Meta slashes hiring plans as Zuckerberg warns employees
Meta Platforms Inc. warned all staff to brace for a severe economic downturn.
Meta Platforms Inc. is slashing its hiring goals for engineers by at least 30% this year and warned all staff to brace for a severe economic downturn.
CEO Mark Zuckerberg told employees on Thursday that he’s anticipating “one of the worst downturns that we’ve seen in recent history,” according to an audio recording of the weekly Q&A session, obtained by Reuters.
Meta warned in May that it was slowing or pausing hiring for some mid- to senior-level positions. Zuckerberg was more precise in his address on Thursday, saying the company reduced its target for hiring engineers to about 6,000 to 7,000, down from an initial plan to hire about 10,000 new engineers, according to Reuters.
The company, which had more than 77,800 employees at the end of March, is also leaving certain positions unfilled and “turning up the heat” on performance management to weed out staffers unable to meet more aggressive goals, Reuters reported.
“Realistically, there are probably a bunch of people at the company who shouldn’t be here,” Zuckerberg said at the meeting.
“Part of my hope by raising expectations and having more aggressive goals, and just kind of turning up the heat a little bit, is that I think some of you might decide that this place isn’t for you, and that self-selection is OK with me,” he said.
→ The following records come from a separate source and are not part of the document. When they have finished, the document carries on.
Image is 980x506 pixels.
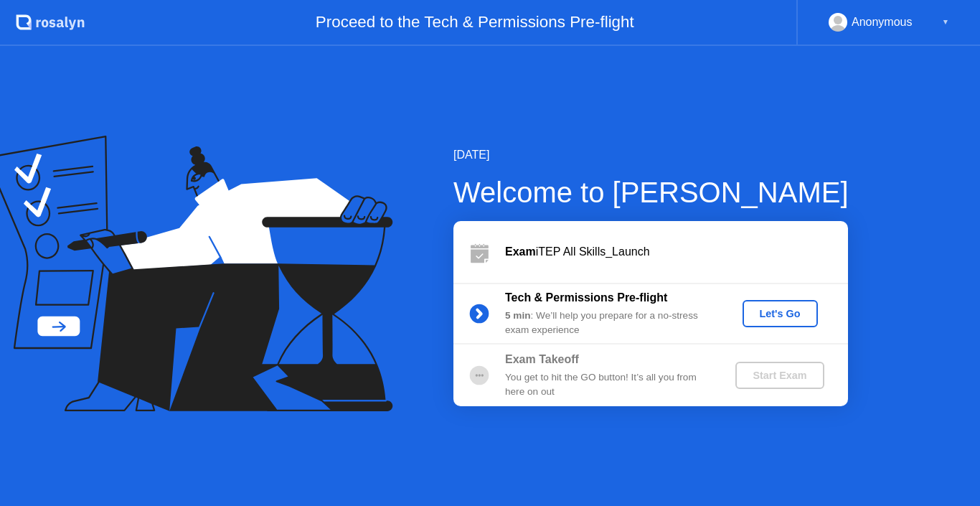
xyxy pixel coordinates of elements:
[735,362,824,389] button: Start Exam
[748,308,813,320] div: Let's Go
[741,370,818,381] div: Start Exam
[454,171,849,214] div: Welcome to [PERSON_NAME]
[505,292,667,304] b: Tech & Permissions Pre-flight
[505,308,712,338] div: : We’ll help you prepare for a no-stress exam experience
[743,300,818,327] button: Let's Go
[505,370,712,400] div: You get to hit the GO button! It’s all you from here on out
[505,310,531,321] b: 5 min
[505,353,579,365] b: Exam Takeoff
[852,13,913,32] div: Anonymous
[505,243,848,261] div: iTEP All Skills_Launch
[942,13,950,32] div: ▼
[505,245,536,258] b: Exam
[454,146,849,164] div: [DATE]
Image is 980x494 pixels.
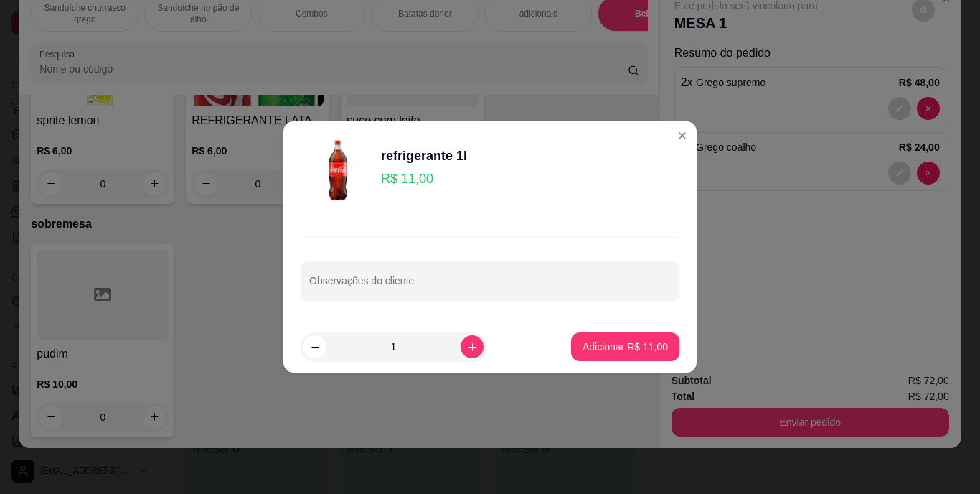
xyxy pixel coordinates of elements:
button: Adicionar R$ 11,00 [572,333,680,361]
button: Close [671,124,694,147]
button: increase-product-quantity [461,335,484,358]
p: R$ 11,00 [381,169,467,188]
p: Adicionar R$ 11,00 [582,340,668,353]
input: Observações do cliente [309,279,671,294]
button: decrease-product-quantity [304,335,326,358]
div: refrigerante 1l [381,146,467,166]
img: product-image [301,133,372,205]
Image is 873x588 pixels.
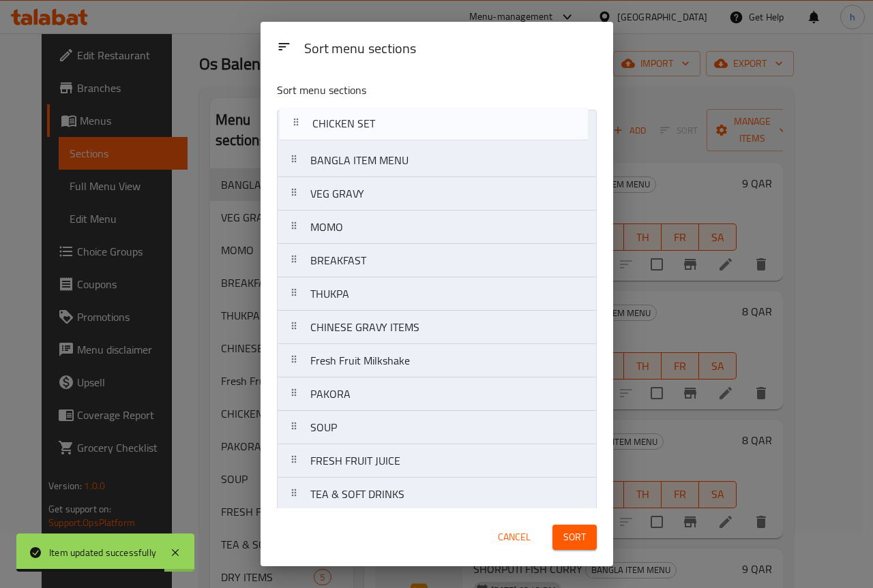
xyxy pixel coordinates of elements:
button: Sort [552,525,597,550]
button: Cancel [492,525,536,550]
div: Item updated successfully [49,545,157,560]
div: Sort menu sections [299,34,603,65]
p: Sort menu sections [277,82,530,99]
span: Cancel [498,529,530,546]
span: Sort [563,529,586,546]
The move follows a generally upbeat earnings report in the first quarter, but the company warned that the war in Ukraine was weighing on sales. Meta said at the time that it would be reining in its spending plans for the year in light of a weaker revenue outlook.
The pullback in hiring goals marks a reversal from rapid staffing growth in recent years. Meta Chief Financial Officer Dave Wehner had said in February that the company expected “accelerated headcount” to be the biggest contributor to expense growth in 2022, and the company added more than 5,800 new hires in the first quarter. But Meta’s revision to its spending budget is affecting hiring plans along with a broader economic slowdown and pressure to its ad business from data privacy measures.
In a memo to staff that appeared on the company’s internal discussion forum before the meeting, Chief Product Officer Chris Cox said the company must “prioritize more ruthlessly” and “operate leaner, meaner, better executing teams,” Reuters reported.
“I have to underscore that we are in serious times here and the headwinds are fierce. We need to execute flawlessly in an environment of slower growth, where teams should not expect vast influxes of new engineers and budgets,” Cox wrote.
Meta shares were down about 1% in early trading on Friday. They have tumbled 52% this year.